Of course violent criminals can hurt anyone. But the most recent detailed survey of crime victims by Statistics Canada, based on 2004 figures, showed that unemployed young people are the most at risk, and the danger rises sharply among those who go out frequently to bars or other "evening activities." Not surprisingly, violent crime was much less likely to touch older, married individuals, especially those in higher income brackets.
The notion of a sharply divided picture of crime in Canada - less reason to worry for the average citizen, more cause for fear among those on the margins - is not one that often makes its way into political debate. Law-and-order politics are all about reassuring law-abiding taxpayers who tend to vote, and coming down hard on the thugs who might threaten them. If the reality is more complex, the political sell is trickier.
It's not just the assault statistics that suggest the possibility of two quite different trends in crime. Data on young people also suggest less crime overall, but more of the worst sort. Last year, the youth crime rate dropped by two per cent, but that decline was entirely in non-violent offences. Violent crimes committed by youth remained stable in 2007. In fact, since the mid-1980s the violent crime rate for youth has been steadily rising, even though property crime committed by youth has been trending down.

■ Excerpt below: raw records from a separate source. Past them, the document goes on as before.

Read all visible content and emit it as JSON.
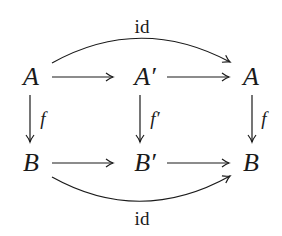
{
  "diagram": {
    "type": "commutative-diagram",
    "nodes": {
      "top_left": "A",
      "top_mid": "A′",
      "top_right": "A",
      "bot_left": "B",
      "bot_mid": "B′",
      "bot_right": "B"
    },
    "edges": {
      "top_arc_label": "id",
      "bot_arc_label": "id",
      "left_vertical_label": "f",
      "mid_vertical_label": "f′",
      "right_vertical_label": "f"
    },
    "colors": {
      "ink": "#1a1a1a",
      "background": "#ffffff"
    }
  }
}
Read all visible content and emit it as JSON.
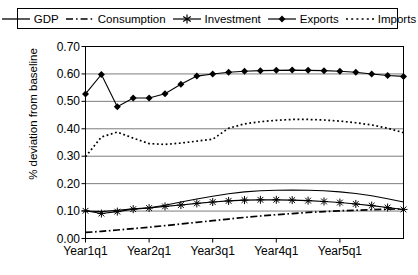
{
  "chart_data": {
    "type": "line",
    "title": "",
    "xlabel": "",
    "ylabel": "% deviation from baseline",
    "ylim": [
      0.0,
      0.7
    ],
    "yticks": [
      "0.00",
      "0.10",
      "0.20",
      "0.30",
      "0.40",
      "0.50",
      "0.60",
      "0.70"
    ],
    "ytick_values": [
      0.0,
      0.1,
      0.2,
      0.3,
      0.4,
      0.5,
      0.6,
      0.7
    ],
    "xticks": [
      "Year1q1",
      "Year2q1",
      "Year3q1",
      "Year4q1",
      "Year5q1"
    ],
    "xtick_indices": [
      0,
      4,
      8,
      12,
      16
    ],
    "x": [
      0,
      1,
      2,
      3,
      4,
      5,
      6,
      7,
      8,
      9,
      10,
      11,
      12,
      13,
      14,
      15,
      16,
      17,
      18,
      19,
      20
    ],
    "grid": "horizontal",
    "legend_position": "top",
    "series": [
      {
        "name": "GDP",
        "style": "solid",
        "marker": "none",
        "color": "#000000",
        "values": [
          0.1,
          0.098,
          0.103,
          0.108,
          0.112,
          0.121,
          0.133,
          0.144,
          0.154,
          0.163,
          0.17,
          0.174,
          0.176,
          0.177,
          0.176,
          0.174,
          0.17,
          0.164,
          0.156,
          0.145,
          0.133
        ]
      },
      {
        "name": "Consumption",
        "style": "dash-dot",
        "marker": "none",
        "color": "#000000",
        "values": [
          0.022,
          0.026,
          0.031,
          0.036,
          0.041,
          0.047,
          0.053,
          0.059,
          0.065,
          0.071,
          0.077,
          0.082,
          0.087,
          0.091,
          0.095,
          0.098,
          0.101,
          0.103,
          0.105,
          0.107,
          0.108
        ]
      },
      {
        "name": "Investment",
        "style": "solid",
        "marker": "asterisk",
        "color": "#000000",
        "values": [
          0.101,
          0.091,
          0.098,
          0.107,
          0.111,
          0.117,
          0.122,
          0.128,
          0.133,
          0.137,
          0.14,
          0.141,
          0.141,
          0.14,
          0.138,
          0.135,
          0.131,
          0.126,
          0.12,
          0.113,
          0.106
        ]
      },
      {
        "name": "Exports",
        "style": "solid",
        "marker": "diamond",
        "color": "#000000",
        "values": [
          0.527,
          0.598,
          0.48,
          0.512,
          0.512,
          0.528,
          0.562,
          0.592,
          0.6,
          0.606,
          0.61,
          0.612,
          0.613,
          0.614,
          0.613,
          0.612,
          0.61,
          0.606,
          0.6,
          0.594,
          0.591
        ]
      },
      {
        "name": "Imports",
        "style": "dotted",
        "marker": "none",
        "color": "#000000",
        "values": [
          0.298,
          0.37,
          0.388,
          0.366,
          0.346,
          0.343,
          0.348,
          0.355,
          0.362,
          0.402,
          0.418,
          0.426,
          0.431,
          0.434,
          0.434,
          0.432,
          0.428,
          0.422,
          0.414,
          0.402,
          0.386
        ]
      }
    ]
  },
  "legend": {
    "items": [
      {
        "label": "GDP",
        "swatch": "line-solid"
      },
      {
        "label": "Consumption",
        "swatch": "line-dash-dot"
      },
      {
        "label": "Investment",
        "swatch": "line-asterisk"
      },
      {
        "label": "Exports",
        "swatch": "line-diamond"
      },
      {
        "label": "Imports",
        "swatch": "line-dotted"
      }
    ]
  }
}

YOUTH CRIME is bound to emerge within the next few months as a higher-profile issue. Up to now, the Conservatives have focused on adult criminals, passing new laws to impose longer mandatory sentences for serious gun crimes and making it harder for those accused of serious crimes to get out on bail while awaiting trial. But Nicholson told Maclean's his current review of the Youth Criminal Justice Act, enacted five years ago by the Liberals, will result in get-tough amendments this fall. "This is an area," he said, "that is of particular concern to Canadians."
He's almost certainly right about that. The stubbornly high youth violent-crime rate is closely associated with highly publicized, drug-related gang activity, which might, in turn, be partly behind the rise in violent assaults. But will tough-on-crime measures make a difference? Rosemary Gartner, a criminology professor at the University of Toronto, says comparing the recent Canadian and U.S. experience suggests otherwise. Crime rates in both countries have been declining in tandem since the 1990s. In the U.S., Gartner says, criminologists often attribute that trend to zero-tolerance policing, like the approach famously pioneered in New York City, and throwing more criminals in prison for longer. "I tell them Canada is not imprisoning more people," Gartner says. "And we haven't instituted zero-tolerance police policies. But put the crime graphs for Canada against the graphs for the U.S., and you see exactly the same thing."
Gartner says experts don't really have any tidy explanations for the continent-wide decline in crime, so it's hardly surprising that exceptions like the rise in violent assaults are even harder to explain. "Looking for a single factor," she cautions, "is always dangerous and will inevitably be shown to be wrong." She suggests that a mix of cultural, economic, and demographic factors are affecting crime rates. That's far too nuanced and tentative, though, to fit neatly in a political speech. This fall's debate on youth crime will, no doubt, make it all sound much simpler.